Microsoft Fabric went GA in late 2023. By 2026, it has been in market long enough to evaluate honestly. Across three production deployments in 2025 (a regional bank, an industrial manufacturer, and a B2B SaaS company), here is what we have learned.
What Works Well
OneLake and the unified storage model. The single-copy-of-data principle eliminates the integration tax that warehouse + lake architectures pay. For our manufacturing client, this alone reduced data engineering effort by an estimated 30%.
Power BI integration. Direct Lake mode delivers genuinely impressive query performance against lakehouse data without the warehouse hop. Sub-second queries against 200M-row fact tables.
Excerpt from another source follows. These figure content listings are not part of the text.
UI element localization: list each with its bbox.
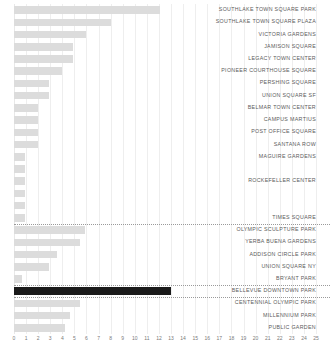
x-tick-label: 23 [289, 336, 295, 341]
category-label: MILLENNIUM PARK [263, 313, 316, 318]
x-tick-label: 13 [168, 336, 174, 341]
x-tick-label: 11 [144, 336, 149, 341]
category-label: JAMISON SQUARE [264, 44, 316, 49]
category-label: VICTORIA GARDENS [259, 32, 316, 37]
x-tick-label: 3 [49, 336, 52, 341]
x-tick-label: 0 [13, 336, 16, 341]
category-label: MAGUIRE GARDENS [259, 154, 316, 159]
x-tick-label: 19 [241, 336, 247, 341]
x-tick-label: 2 [37, 336, 40, 341]
category-label: BELMAR TOWN CENTER [248, 105, 316, 110]
x-tick-label: 14 [180, 336, 186, 341]
x-tick-label: 25 [313, 336, 319, 341]
x-tick-label: 22 [277, 336, 283, 341]
x-tick-label: 15 [192, 336, 198, 341]
x-tick-label: 18 [229, 336, 235, 341]
category-label: LEGACY TOWN CENTER [248, 56, 316, 61]
x-tick-label: 17 [217, 336, 223, 341]
category-label: ADDISON CIRCLE PARK [249, 252, 316, 257]
x-tick-label: 16 [204, 336, 210, 341]
category-label: PERSHING SQUARE [260, 80, 316, 85]
x-tick-label: 9 [121, 336, 124, 341]
category-label: OLYMPIC SCULPTURE PARK [236, 227, 316, 232]
x-tick-label: 20 [253, 336, 259, 341]
category-label: UNION SQUARE NY [261, 264, 316, 269]
x-tick-label: 6 [85, 336, 88, 341]
separator-line [14, 297, 330, 298]
category-label: PIONEER COURTHOUSE SQUARE [221, 68, 316, 73]
horizontal-bar-chart: SOUTHLAKE TOWN SQUARE PARKSOUTHLAKE TOWN… [0, 0, 330, 349]
category-label: UNION SQUARE SF [262, 93, 316, 98]
separator-line [14, 285, 330, 286]
x-tick-label: 24 [301, 336, 307, 341]
x-axis: 0123456789101112131415161718192021222324… [14, 336, 316, 346]
category-label: BRYANT PARK [276, 276, 316, 281]
category-label: YERBA BUENA GARDENS [245, 239, 316, 244]
category-label: CENTENNIAL OLYMPIC PARK [235, 300, 316, 305]
x-tick-label: 21 [265, 336, 271, 341]
separator-line [14, 224, 330, 225]
category-label: POST OFFICE SQUARE [251, 129, 316, 134]
category-label: SOUTHLAKE TOWN SQUARE PLAZA [216, 19, 316, 24]
category-label: SANTANA ROW [274, 142, 316, 147]
x-tick-label: 10 [132, 336, 138, 341]
x-tick-label: 12 [156, 336, 162, 341]
category-label: ROCKEFELLER CENTER [248, 178, 316, 183]
x-tick-label: 1 [25, 336, 28, 341]
category-label: BELLEVUE DOWNTOWN PARK [232, 288, 316, 293]
x-tick-label: 8 [109, 336, 112, 341]
category-label: CAMPUS MARTIUS [264, 117, 316, 122]
category-label: TIMES SQUARE [272, 215, 316, 220]
x-tick-label: 7 [97, 336, 100, 341]
category-label: PUBLIC GARDEN [269, 325, 316, 330]
category-label: SOUTHLAKE TOWN SQUARE PARK [219, 7, 316, 12]
x-tick-label: 5 [73, 336, 76, 341]
x-tick-label: 4 [61, 336, 64, 341]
Pricing predictability. The capacity-based F-SKU model is easier to budget than per-query pricing models, especially for organizations with seasonal load patterns.
What Is Still Rough
- Spark notebooks in Fabric work, but the developer experience lags Databricks meaningfully
- Real-time intelligence: KQL is powerful but documentation is thin and the learning curve for SQL-first teams is steep
- Microsoft Purview integration is improving but still has gaps versus Unity Catalog for fine-grained lineage and policy
The Honest Verdict
For Microsoft-aligned mid-market enterprises (especially those already on Power BI and Azure), Fabric is now production-ready and arguably the path of least resistance. For analytics-heavy SaaS or ML-heavy organizations, Snowflake and Databricks still have meaningful advantages.